The real drama of the 2012 campaign unfolded on the Republican side: the Newt-killing, Perry-on-painkillers, 9-9-9, couple-of-Cadillacs theatrics of the Republican primary. After opening with some 80 pages of Obama portraiture, the authors gorge themselves on the hot mess of the GOP race for the next 200 pages. The most enjoyable action plays out among the “Romneyites” (yes, the authors have an annoying habit of sprinkling their text with gnomic nicknames; let this be the last time Rick Santorum is called “Santo”). The Romney campaign’s methodical destruction of Gingrich, first in Iowa and again in Florida, is detailed, as is Romney’s problematic lurch to the right as he fought off a conservative insurgency fronted by Santorum and his sweater vest.
If Halperin and Heilemann have a bias, it’s toward the candidates who stood a chance of winning — except for their recurring obsession with Donald Trump.
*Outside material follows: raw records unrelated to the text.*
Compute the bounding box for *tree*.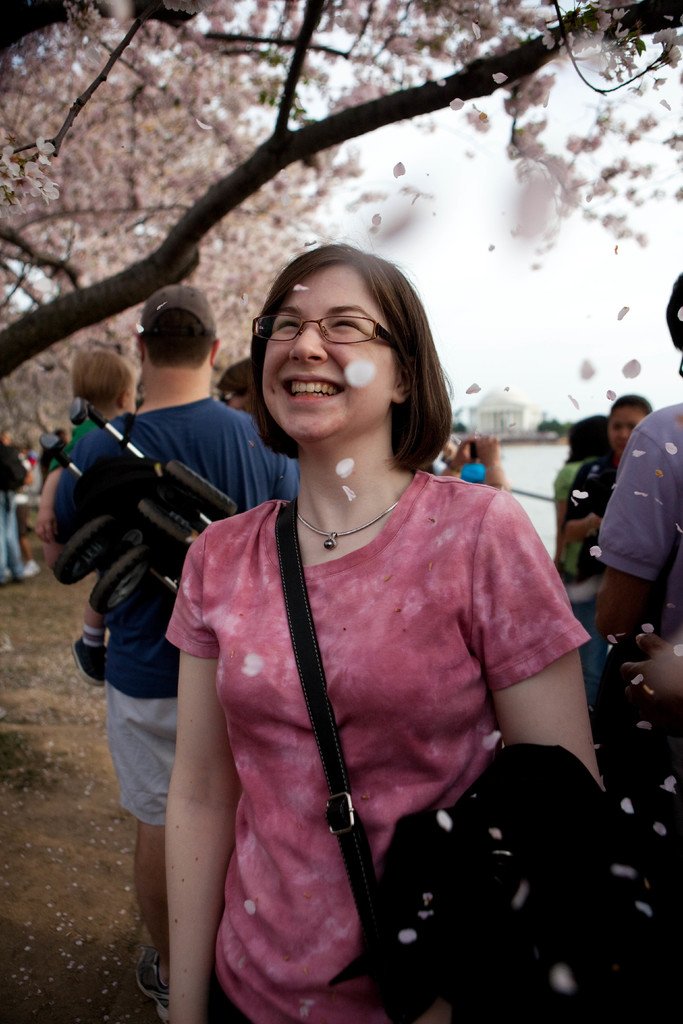
rect(0, 15, 362, 455).
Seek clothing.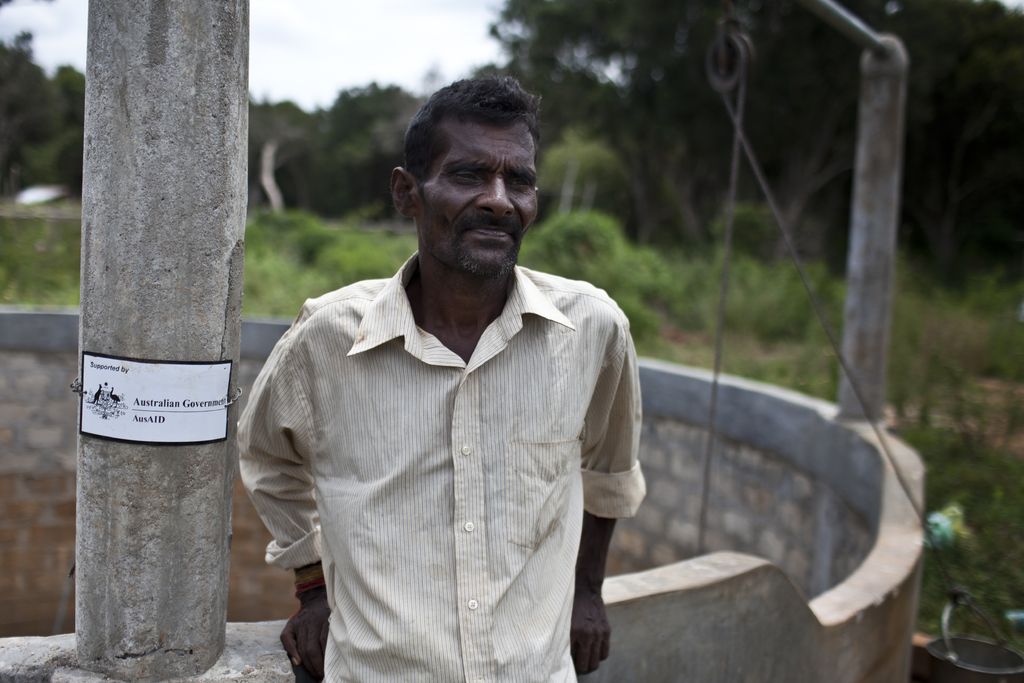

Tim Pawlenty’s campaign merits four pages. Ron Paul is an afterthought. Iowa straw poll winner Michelle Bachmann gets five pages, and the most memorable thing we learn is that she gets her hair done at a place called Fantastic Sam’s.
Jon Huntsman is the exception, and the authors’ rendering of him is not pretty. Perhaps most damning for a candidate who professed to be above politics-as-usual, the authors report that the Huntsman campaign was behind two of the cycle’s roughest news hits: peddling dirt to reporters on Mitch Daniels’s wife, Cheri, a warning shot intended to keep the former Indiana governor out of the GOP field; and facilitating Politico’s splashy story about Cain’s apparent extramarital dalliances, a revelation that drove the pizza magnate from the race.
Halperin and Heilemann fixate just as much on the Republicans who never set foot on a debate stage and who handed Romney enough breathing room and financial support to capture the nomination. Christie gets an entire chapter (titled “Big Boy”). Daniels, Haley Barbour and Mike Huckabee all receive more attention than Cain, who once topped the national polls.
The Nate Silver wing of the Internet will almost surely gripe that the book is an example of political journalism’s worst instincts — it’s too dependent on the hunches and agendas of sources rather than hard measures of why Obama won. The authors ascribe colossal import to the tactical decisions and shouting matches inside campaign war rooms, but their dishy portraits often skimp on the larger forces that drove the race, from an improving economy and demographic shifts to Romney’s charisma deficit and the Obama campaign’s superior voter-contact machinery.
Campaigns, though, aren’t just about number-crunching and statistical analysis. Candidates matter. Voters tell pollsters that they make their choices based on issues such as education, health care, taxes and the economy — and they do. But they also care about temperament, empathy, strength, reason, trust and the human side of these strange and wily people who think they’re up to the task of running the country. And as Halperin and Heilemann understand, so do readers.